Interestingly, Paskin et al. [185] had, in 2003, suggested a ”thin” junction tree approach to a HMM style filtering solution to EKF-SLAM. The approach also kept the dimension of the problem small by marginalizing out old states to achieve a fixed lag smoother type of operations. The major difference was that Paskin’s approach did not have the COLAMD algorithm to select a variable ordering from a factor graph definition.
The Bayes tree has a broader interpretation than a singular and pure Gaussian model which has been used in iSAM2, and continue the discussion of more general stochastic inference on the Bayes tree in Section 2.8.
2.6.2
Adding Inertial Measurements to Factor Graphs
As discussed earlier, inertial navigation plays a vital role in almost all autonomous system platforms in use today. SLAM research has lead us away from HMM-type inference algorithms such as the Kalman filter, favoring relative frame represen- tations captured by a factor graph model. The introduction of inertial odometry factors for general use of inertial navigation-type measurements is a core compe- tency for navigation and will be discussed in more detail in Chapter 4.
Indelman et al. [102] initially proposed to use individual inertial sensor mea- surements for odometry constraints in a factor graph, creating a new pose for each sensor measurement. However, the rapid increase in the number of poses makes it difficult to compute real-time solutions for large problems. Their later work [103]
adopted the preintegrals of Lupton [143], but again did not present an analytical version of the inertial sensor model they employed.
Martinelli [147] proposed a closed-from solution for visual-inertial odometry constraints, but only considered accelerometer biases during his derivation. While accelerometer bias certainly is an important error source, it is not the most signif- icant. Platform misalignment, which is predominantly driven by gyroscope bias, results in erroneous coupling of gravity compensation terms. This gravity mis- alignment, when integrated, is a dominant error source in all inertial navigation systems [229].

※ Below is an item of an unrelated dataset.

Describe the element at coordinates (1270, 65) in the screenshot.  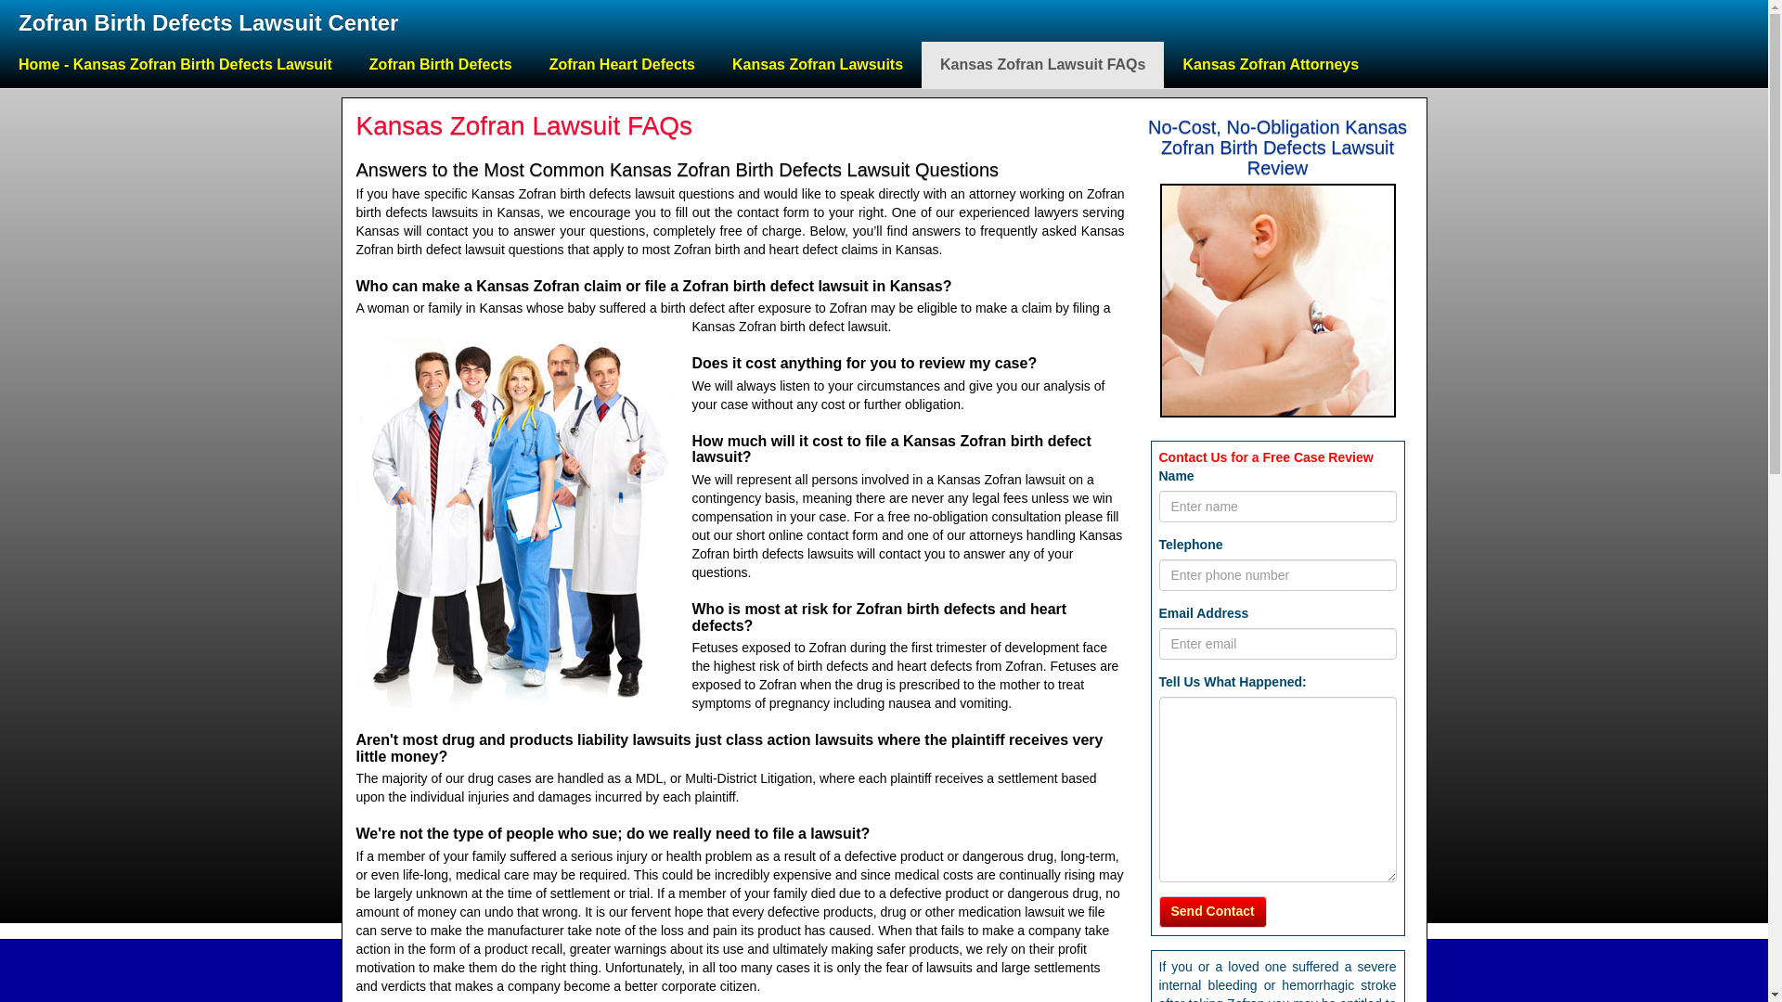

Recently Leutenegger et al. [137] published work on a visual inertial SLAM so- lution, which does indeed estimate bias terms. Their work presents an excellent overview of visual inertial systems, but does not present complete analytical mod- els for compensated interpose inertial constraints; their work does mention the need for compensation Jacobians, but are not presented.
Work by Forrester et al. [59] was conducted in parallel with this thesis work and similarly presents an exponential manifold type residual function for interpose constraints with retroactive sensor bias estimation, however, we are able to extend on their work. The interpose residual function, based on preintegrated inertial measurements, is currently unknown, and methods listed above use a linear, first degree approximation of the unknown compensation function.